TOM DIDN’T KNOW why tonight would be any different. He’d hooked into VR every day since the Capitol Summit. He wasn’t sure why it mattered so much, this hope of finding her. He knew he’d destroyed whatever he had had with Medusa, and even if he hadn’t … if he hadn’t … that pretty Chinese girl he’d built up in his imagination didn’t exist. And she knew the guy she’d met over the internet didn’t really exist, either. What could have prepared her for the person he turned out to be? Nothing in their conversations, in their battles, in those moments when they smiled at each other over their bared swords, could’ve readied her for the truth about him: that he was someone who could do something so vicious, so personal, so cruel, just to win against her.

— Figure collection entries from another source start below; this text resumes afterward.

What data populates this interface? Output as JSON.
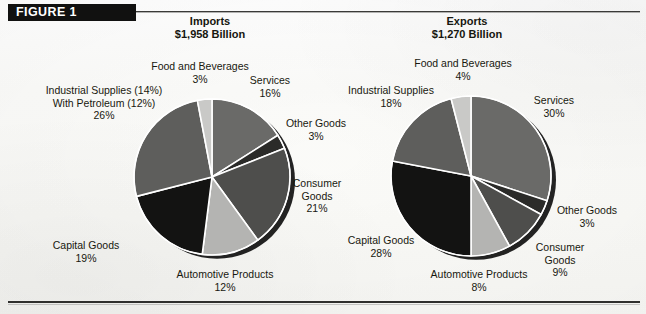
{
  "figure": {
    "banner_label": "FIGURE 1"
  },
  "charts": [
    {
      "id": "imports",
      "title": "Imports",
      "subtitle": "$1,958 Billion"
    },
    {
      "id": "exports",
      "title": "Exports",
      "subtitle": "$1,270 Billion"
    }
  ],
  "chart_data": [
    {
      "type": "pie",
      "title": "Imports",
      "subtitle": "$1,958 Billion",
      "total_label": "$1,958 Billion",
      "units": "percent of total",
      "start_angle_deg": 0,
      "direction": "clockwise",
      "labels": [
        "Services",
        "Other Goods",
        "Consumer Goods",
        "Automotive Products",
        "Capital Goods",
        "Industrial Supplies (14%) With Petroleum (12%)",
        "Food and Beverages"
      ],
      "values": [
        16,
        3,
        21,
        12,
        19,
        26,
        3
      ],
      "slice_colors": [
        "#6a6a68",
        "#2b2b29",
        "#4e4e4c",
        "#b4b4b2",
        "#131312",
        "#5e5e5c",
        "#c9c9c7"
      ],
      "legend": "none",
      "data_labels": [
        {
          "name": "Services",
          "pct": "16%"
        },
        {
          "name": "Other Goods",
          "pct": "3%"
        },
        {
          "name": "Consumer Goods",
          "pct": "21%"
        },
        {
          "name": "Automotive Products",
          "pct": "12%"
        },
        {
          "name": "Capital Goods",
          "pct": "19%"
        },
        {
          "name_line1": "Industrial Supplies (14%)",
          "name_line2": "With Petroleum (12%)",
          "pct": "26%"
        },
        {
          "name": "Food and Beverages",
          "pct": "3%"
        }
      ]
    },
    {
      "type": "pie",
      "title": "Exports",
      "subtitle": "$1,270 Billion",
      "total_label": "$1,270 Billion",
      "units": "percent of total",
      "start_angle_deg": 0,
      "direction": "clockwise",
      "labels": [
        "Services",
        "Other Goods",
        "Consumer Goods",
        "Automotive Products",
        "Capital Goods",
        "Industrial Supplies",
        "Food and Beverages"
      ],
      "values": [
        30,
        3,
        9,
        8,
        28,
        18,
        4
      ],
      "slice_colors": [
        "#6a6a68",
        "#2b2b29",
        "#4e4e4c",
        "#b4b4b2",
        "#131312",
        "#5e5e5c",
        "#c9c9c7"
      ],
      "legend": "none",
      "data_labels": [
        {
          "name": "Services",
          "pct": "30%"
        },
        {
          "name": "Other Goods",
          "pct": "3%"
        },
        {
          "name": "Consumer Goods",
          "pct": "9%"
        },
        {
          "name": "Automotive Products",
          "pct": "8%"
        },
        {
          "name": "Capital Goods",
          "pct": "28%"
        },
        {
          "name": "Industrial Supplies",
          "pct": "18%"
        },
        {
          "name": "Food and Beverages",
          "pct": "4%"
        }
      ]
    }
  ],
  "imports_labels": {
    "services_name": "Services",
    "services_pct": "16%",
    "other_goods_name": "Other Goods",
    "other_goods_pct": "3%",
    "consumer_name": "Consumer",
    "consumer_name2": "Goods",
    "consumer_pct": "21%",
    "automotive_name": "Automotive Products",
    "automotive_pct": "12%",
    "capital_name": "Capital Goods",
    "capital_pct": "19%",
    "industrial_line1": "Industrial Supplies (14%)",
    "industrial_line2": "With Petroleum (12%)",
    "industrial_pct": "26%",
    "food_name": "Food and Beverages",
    "food_pct": "3%"
  },
  "exports_labels": {
    "services_name": "Services",
    "services_pct": "30%",
    "other_goods_name": "Other Goods",
    "other_goods_pct": "3%",
    "consumer_name": "Consumer",
    "consumer_name2": "Goods",
    "consumer_pct": "9%",
    "automotive_name": "Automotive Products",
    "automotive_pct": "8%",
    "capital_name": "Capital Goods",
    "capital_pct": "28%",
    "industrial_name": "Industrial Supplies",
    "industrial_pct": "18%",
    "food_name": "Food and Beverages",
    "food_pct": "4%"
  },
  "colors": {
    "banner_bg": "#111110",
    "banner_text": "#ffffff",
    "rule": "#2f2f2d",
    "text": "#18180f",
    "paper": "#fdfdfb",
    "slice_lightest": "#c9c9c7",
    "slice_light": "#b4b4b2",
    "slice_mid": "#6a6a68",
    "slice_mid2": "#5e5e5c",
    "slice_dark": "#4e4e4c",
    "slice_darker": "#2b2b29",
    "slice_black": "#131312"
  }
}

It bothered Tom to think about it, so he tried not to. And maybe he would’ve been a better person if he’d just left her alone after what happened. But whenever he closed his eyes, he still saw her flying, fighting with ferocious genius. He still remembered that kiss.
So he still returned to the internet. He hooked in straight from his bunk. Maybe it was reckless overconfidence, but he couldn’t bring himself to fear much of anything after the events of Capitol Summit. General Marsh had called him up to his office to congratulate him again. Members of CamCo suddenly waved to him in the corridors, and upper-level Alexanders had all started talking to him like he’d been inducted into some club he didn’t even know about. Lieutenant Blackburn was careful never to bother him in class, not even for demonstrations. He’d taken instead to watching Tom from across the mess hall, across the lobby, but still never breathing a word to his face.

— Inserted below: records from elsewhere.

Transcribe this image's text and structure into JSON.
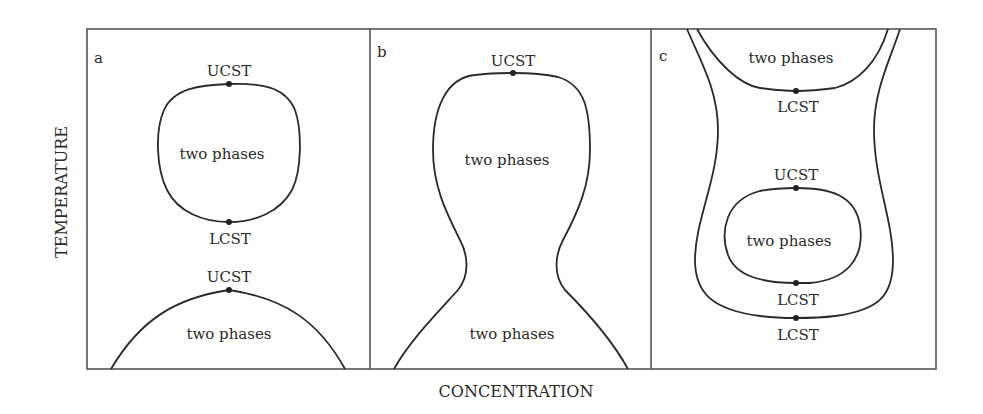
{
  "figure": {
    "x_axis_label": "CONCENTRATION",
    "y_axis_label": "TEMPERATURE",
    "panels": [
      {
        "id": "a",
        "label": "a",
        "regions": [
          {
            "text": "two phases",
            "type": "closed-loop",
            "critical_points": [
              {
                "label": "UCST",
                "position": "top"
              },
              {
                "label": "LCST",
                "position": "bottom"
              }
            ]
          },
          {
            "text": "two phases",
            "type": "dome",
            "critical_points": [
              {
                "label": "UCST",
                "position": "top"
              }
            ]
          }
        ],
        "texts": {
          "loop_ucst": "UCST",
          "loop_region": "two phases",
          "loop_lcst": "LCST",
          "dome_ucst": "UCST",
          "dome_region": "two phases"
        }
      },
      {
        "id": "b",
        "label": "b",
        "regions": [
          {
            "text": "two phases",
            "type": "hourglass-upper",
            "critical_points": [
              {
                "label": "UCST",
                "position": "top"
              }
            ]
          },
          {
            "text": "two phases",
            "type": "hourglass-lower",
            "critical_points": []
          }
        ],
        "texts": {
          "ucst": "UCST",
          "upper_region": "two phases",
          "lower_region": "two phases"
        }
      },
      {
        "id": "c",
        "label": "c",
        "regions": [
          {
            "text": "two phases",
            "type": "upper-bowl",
            "critical_points": [
              {
                "label": "LCST",
                "position": "bottom"
              }
            ]
          },
          {
            "text": "two phases",
            "type": "closed-loop",
            "critical_points": [
              {
                "label": "UCST",
                "position": "top"
              },
              {
                "label": "LCST",
                "position": "bottom"
              }
            ]
          },
          {
            "text": "",
            "type": "outer-U",
            "critical_points": [
              {
                "label": "LCST",
                "position": "bottom"
              }
            ]
          }
        ],
        "texts": {
          "top_region": "two phases",
          "top_lcst": "LCST",
          "loop_ucst": "UCST",
          "loop_region": "two phases",
          "loop_lcst": "LCST",
          "outer_lcst": "LCST"
        }
      }
    ]
  },
  "colors": {
    "line": "#2a2a2a",
    "frame": "#555555",
    "background": "#ffffff"
  }
}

So Tom lay on his bed and checked their message board, then he visited their simulations. Siegfried and Brunhilde’s stone castle stood empty, no queen of Iceland waiting, sword in hand. No luck in the old RPG of the Egyptian queen and the ogre, either. Prepared for disappointment, he hooked into the Renaissance England simulation, and found himself snapping into character.
He was facing her again.
She stood by a throne at the head of the English royal court, her back to him, simulated courtiers milling about on all sides. Tom stood before her, tension making his every muscle clench. He glanced down at his character, and the simulation informed him he was Robert Devereux, the Earl of Essex. When Medusa turned toward him, he was greeted not by the pretty redheaded princess, but the aged face of what the program informed him was The sixty-seven-year-old Queen Elizabeth I. Her lips curled into a thin, downward twist and her cold eyes glittered like polished onyx, black and hard.
Tom closed his own eyes, the information spinning in his head.

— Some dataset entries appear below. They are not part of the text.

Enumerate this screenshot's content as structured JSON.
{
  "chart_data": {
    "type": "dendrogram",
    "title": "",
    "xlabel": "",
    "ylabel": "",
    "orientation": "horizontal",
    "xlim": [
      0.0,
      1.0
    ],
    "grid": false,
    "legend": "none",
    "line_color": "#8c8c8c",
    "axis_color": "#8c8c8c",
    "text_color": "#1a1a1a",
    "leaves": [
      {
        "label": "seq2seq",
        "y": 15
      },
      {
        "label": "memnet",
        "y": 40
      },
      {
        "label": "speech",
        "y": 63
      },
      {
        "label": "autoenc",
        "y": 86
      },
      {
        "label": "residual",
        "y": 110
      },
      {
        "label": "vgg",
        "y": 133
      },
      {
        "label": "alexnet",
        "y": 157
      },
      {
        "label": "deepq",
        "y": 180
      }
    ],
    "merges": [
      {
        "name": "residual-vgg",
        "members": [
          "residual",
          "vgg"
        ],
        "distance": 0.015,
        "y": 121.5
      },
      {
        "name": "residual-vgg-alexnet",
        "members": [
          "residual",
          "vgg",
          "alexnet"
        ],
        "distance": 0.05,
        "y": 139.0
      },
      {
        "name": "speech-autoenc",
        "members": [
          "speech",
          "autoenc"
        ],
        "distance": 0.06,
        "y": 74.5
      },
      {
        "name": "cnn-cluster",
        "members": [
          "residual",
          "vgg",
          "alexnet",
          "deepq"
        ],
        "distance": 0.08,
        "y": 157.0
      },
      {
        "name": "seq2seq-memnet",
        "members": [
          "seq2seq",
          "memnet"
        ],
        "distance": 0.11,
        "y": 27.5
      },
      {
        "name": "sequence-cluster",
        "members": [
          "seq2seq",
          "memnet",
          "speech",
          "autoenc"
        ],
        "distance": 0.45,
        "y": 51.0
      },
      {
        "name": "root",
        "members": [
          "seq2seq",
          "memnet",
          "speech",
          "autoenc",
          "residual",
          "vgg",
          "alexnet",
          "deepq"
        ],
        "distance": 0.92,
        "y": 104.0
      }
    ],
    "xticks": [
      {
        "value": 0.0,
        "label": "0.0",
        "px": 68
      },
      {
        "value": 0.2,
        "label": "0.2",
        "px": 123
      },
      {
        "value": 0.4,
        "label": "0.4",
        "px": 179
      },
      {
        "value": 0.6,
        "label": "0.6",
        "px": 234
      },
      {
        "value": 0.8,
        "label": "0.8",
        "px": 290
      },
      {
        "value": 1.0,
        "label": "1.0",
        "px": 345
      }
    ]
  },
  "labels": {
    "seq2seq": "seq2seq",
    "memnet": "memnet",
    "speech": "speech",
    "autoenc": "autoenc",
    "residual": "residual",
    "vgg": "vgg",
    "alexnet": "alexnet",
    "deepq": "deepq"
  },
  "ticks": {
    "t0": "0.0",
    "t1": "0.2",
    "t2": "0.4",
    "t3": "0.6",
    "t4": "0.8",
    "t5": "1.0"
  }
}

The young Earl of Essex flattered and flirted with the much older Queen Elizabeth. He took advantage of her affection and betrayed her. As he began to fall from favor, he fought her guards and charged desperately into her chamber. He burst inside before she’d been made up for the day, and beheld her aged face, her white hair without a wig. All pretense of flirtation between them shattered in one instant. Shortly after, she ordered him beheaded.
She must’ve edited it. It was too pointed. Tom opened his eyes again and faced her unflinchingly. “I need to talk to you.”
“What could you possibly have to say to me?” Her voice was cold.
He’d prepared for this. He waggled his fingers, accessed an image file from the Spire’s database. His guise as the Earl of Essex vanished, replaced instantly by another: the Tom Raines who had walked into the Spire. The short, skinny kid with terrible acne, flat blond hair, a slouched posture. Tom stood there as that guy, the guy he’d sworn not to show her, and then opened his arms wide to let her see him in all his complete lack of magnificence.
“This is me. Okay?”
“That’s not you.” Medusa waved Elizabeth’s wrinkled hand, and her own appearance morphed. A boy Tom almost didn’t recognize stood in her place.
The boy was him. Tom as he was now. A taller, clear-skinned guy with cold blue eyes, who stood there with a confident posture controlled by a neural processor, whose muscles had been honed during Calisthenics, whose self-assurance radiated from every plane of his face.